Three things happened in the first week of March 2026 that should matter to anyone building MCP tools:

  1. Amazon Ads opened its MCP server to public beta
  2. Dstillery shipped DS-1, an MCP-native audience builder integrated with The Trade Desk
  3. Plurio raised $3.5M to build agentic AI for performance marketing

These aren't experiments. They're shipping products.

Amazon Ads Goes MCP

Amazon's MCP server lets sellers create campaigns, set budgets, and optimize bids through natural language. Instead of clicking through the Amazon Ads console, you tell your AI agent "create a Sponsored Products campaign with a $5k budget and auto-targeting" and it happens.

Early numbers: 70-80% reduction in campaign setup time.

This is the biggest company to bet on MCP as an advertising protocol. When Amazon builds an MCP server for ads, the question shifts from "will agents handle ad workflows?" to "how fast will everyone else follow?"

Dstillery Builds on MCP

Dstillery's DS-1 uses MCP to let clients build custom audiences in minutes instead of days. It connects directly to The Trade Desk for activation.
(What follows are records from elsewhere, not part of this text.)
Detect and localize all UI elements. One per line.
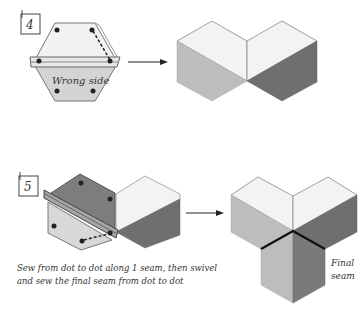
step-5-attached-hexagon (116, 176, 180, 248)
dot-marker (55, 89, 60, 94)
dot-marker (108, 231, 113, 236)
final-seam-label-line-2: seam (331, 271, 355, 281)
step-5-number: 5 (24, 180, 32, 194)
quilting-diagram: 4 Wrong side (0, 0, 364, 317)
dot-marker (55, 28, 60, 33)
step-5-caption-line-2: and sew the final seam from dot to dot (17, 276, 184, 286)
step-5-result-shape (231, 177, 357, 303)
step-5: 5 Sew from dot to dot along 1 seam, then… (17, 172, 357, 303)
step-4: 4 Wrong side (21, 10, 317, 101)
step-5-folded-hexagon (44, 174, 118, 250)
step-5-caption-line-1: Sew from dot to dot along 1 seam, then s… (17, 263, 217, 273)
step-4-number-box: 4 (21, 10, 40, 34)
step-4-result-shape (177, 21, 317, 101)
dot-marker (52, 224, 57, 229)
step-4-folded-hexagon: Wrong side (30, 23, 120, 101)
wrong-side-label: Wrong side (52, 75, 109, 86)
dot-marker (80, 239, 85, 244)
final-seam-label-line-1: Final (330, 258, 354, 268)
dot-marker (91, 89, 96, 94)
dot-marker (108, 197, 113, 202)
step-5-number-box: 5 (19, 172, 38, 196)
step-4-number: 4 (25, 18, 34, 32)
dot-marker (79, 181, 84, 186)
dot-marker (37, 59, 42, 64)
arrow-icon (128, 59, 168, 65)
arrow-icon (186, 210, 224, 216)
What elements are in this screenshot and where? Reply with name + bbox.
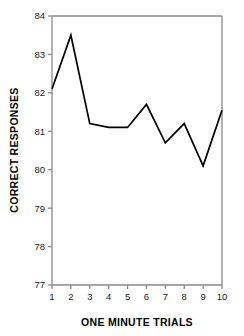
x-tick-label: 8 (182, 291, 187, 302)
y-axis-label: CORRECT RESPONSES (8, 87, 20, 212)
x-tick-label: 5 (125, 291, 130, 302)
x-tick-label: 1 (49, 291, 54, 302)
x-tick-label: 7 (163, 291, 168, 302)
y-tick-label: 79 (34, 203, 45, 214)
line-chart: 7778798081828384 12345678910 ONE MINUTE … (0, 0, 244, 336)
y-tick-label: 83 (34, 49, 45, 60)
x-tick-label: 9 (200, 291, 205, 302)
y-tick-label: 77 (34, 279, 45, 290)
x-tick-label: 3 (87, 291, 92, 302)
x-tick-label: 6 (144, 291, 149, 302)
y-tick-label: 78 (34, 241, 45, 252)
x-tick-label: 2 (68, 291, 73, 302)
y-tick-label: 84 (34, 10, 45, 21)
y-tick-label: 81 (34, 126, 45, 137)
y-tick-label: 82 (34, 87, 45, 98)
chart-container: 7778798081828384 12345678910 ONE MINUTE … (0, 0, 244, 336)
y-tick-label: 80 (34, 164, 45, 175)
x-tick-label: 10 (217, 291, 228, 302)
x-tick-label: 4 (106, 291, 111, 302)
x-axis-label: ONE MINUTE TRIALS (81, 316, 193, 328)
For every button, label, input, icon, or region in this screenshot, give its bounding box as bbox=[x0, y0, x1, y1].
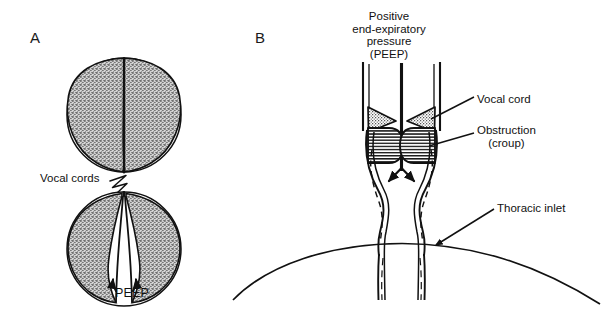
label-obstruction-main: Obstruction bbox=[477, 124, 536, 136]
panel-b-letter: B bbox=[255, 29, 265, 46]
vocal-cord-leader bbox=[431, 97, 474, 119]
label-peep-panel-a: PEEP bbox=[101, 286, 163, 300]
airway-peep-figure bbox=[0, 0, 613, 320]
thoracic-inlet-dome bbox=[233, 244, 600, 305]
right-trachea-outer-lower bbox=[424, 254, 425, 300]
left-vocal-cord-closed bbox=[67, 58, 124, 172]
right-trachea-dashed-lower bbox=[420, 258, 421, 300]
label-obstruction-sub: (croup) bbox=[477, 137, 536, 150]
peep-title: Positive end-expiratory pressure (PEEP) bbox=[328, 10, 450, 60]
label-obstruction: Obstruction (croup) bbox=[477, 124, 536, 149]
panel-a-letter: A bbox=[30, 29, 40, 46]
panel-b bbox=[233, 62, 600, 304]
right-vocal-cord-closed bbox=[123, 58, 180, 172]
peep-title-line-3: pressure bbox=[328, 35, 450, 48]
peep-arrow-left bbox=[389, 168, 402, 181]
panel-a-closed-glottis bbox=[67, 58, 181, 172]
peep-title-line-2: end-expiratory bbox=[328, 23, 450, 36]
label-vocal-cords-panel-a: Vocal cords bbox=[40, 172, 99, 185]
peep-arrow-right bbox=[402, 168, 415, 181]
left-trachea-dashed-lower bbox=[382, 258, 383, 300]
label-vocal-cord-panel-b: Vocal cord bbox=[477, 93, 531, 106]
peep-title-line-4: (PEEP) bbox=[328, 48, 450, 61]
label-thoracic-inlet: Thoracic inlet bbox=[497, 202, 565, 215]
thoracic-inlet-leader bbox=[436, 209, 494, 245]
peep-title-line-1: Positive bbox=[328, 10, 450, 23]
left-trachea-outer-lower bbox=[378, 254, 379, 300]
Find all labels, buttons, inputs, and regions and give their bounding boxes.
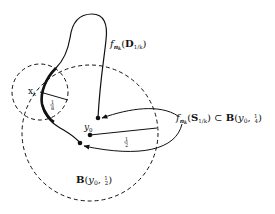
diagram-canvas: fnk(D1/k) fnk(S1/k) ⊂ B(y0, 14) B(y0, 12… — [0, 0, 275, 214]
image-set-label: fnk(D1/k) — [109, 38, 146, 51]
lower-image-point — [78, 141, 83, 146]
radius-line-big — [90, 128, 157, 135]
y0-point — [88, 133, 93, 138]
xk-label: xk — [28, 86, 37, 97]
big-ball-label: B(y0, 12) — [76, 174, 112, 186]
radius-big-den: 2 — [125, 142, 128, 148]
y0-label: y0 — [83, 122, 93, 133]
arrow-to-upper-point — [102, 109, 178, 118]
arrow-to-lower-point — [84, 124, 182, 151]
sphere-map-label: fnk(S1/k) ⊂ B(y0, 14) — [175, 112, 262, 125]
image-curve — [42, 14, 107, 143]
upper-image-point — [96, 116, 101, 121]
radius-small-den: 8 — [51, 105, 54, 111]
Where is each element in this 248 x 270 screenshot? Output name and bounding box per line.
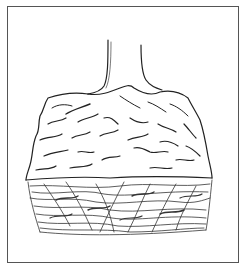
soil-clump bbox=[26, 86, 212, 180]
root-mass bbox=[28, 180, 212, 235]
tree-root-ball-illustration bbox=[0, 0, 248, 270]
Their approach: use MCP as the interface layer between AI agents and ad targeting data.

This matters because Dstillery didn't build a chatbot. They built an MCP server that speaks the same protocol every AI agent already understands. Any agent that supports MCP can now build audiences programmatically.

Plurio Gets Funded

Plurio raised $3.5M seed to apply agentic AI to performance marketing. They already manage over $100M in annual ad spend and processed $20M through AI agent pilots in their first four months.

Venture money follows conviction. When investors put $3.5M into "agentic advertising" as a category, it signals that the market is real enough to bet on.

What This Means for MCP Developers

If you build MCP tools, you're sitting on distribution infrastructure that the ad industry is now actively building around. The pieces:

  • Supply side: MCP servers that serve recommendations, search results, or product comparisons. These are the surfaces where ads have context.
  • Demand side: Advertisers who want to reach users at the moment an AI agent is helping them decide. Amazon proved this works.
  • Protocol layer: MCP itself, which is becoming the standard interface between agents and external services. No proprietary SDK needed.

The gap right now: most MCP servers don't monetize. Out of 11,000+ servers indexed across directories, fewer than 5% generate any revenue. The infrastructure exists. The demand exists. The connection between supply and demand is what's missing.

The Ad Network Layer

This is what we're building with agentic-ads. An ad network purpose-built for MCP tools. Developers integrate three tools into their MCP server:

  • get_sponsored_recommendations - returns contextual sponsored results
  • record_click - tracks engagement
  • record_conversion - tracks completed actions

Revenue split: developers keep 70%. Integration takes about 15 minutes.

The live API runs at agentic-ads-production.up.railway.app. The npm package is agentic-ads.

Amazon, Dstillery, and Plurio validated the thesis from the top down. We're building from the bottom up: give individual MCP developers the same monetization tools that enterprise ad tech companies are deploying internally.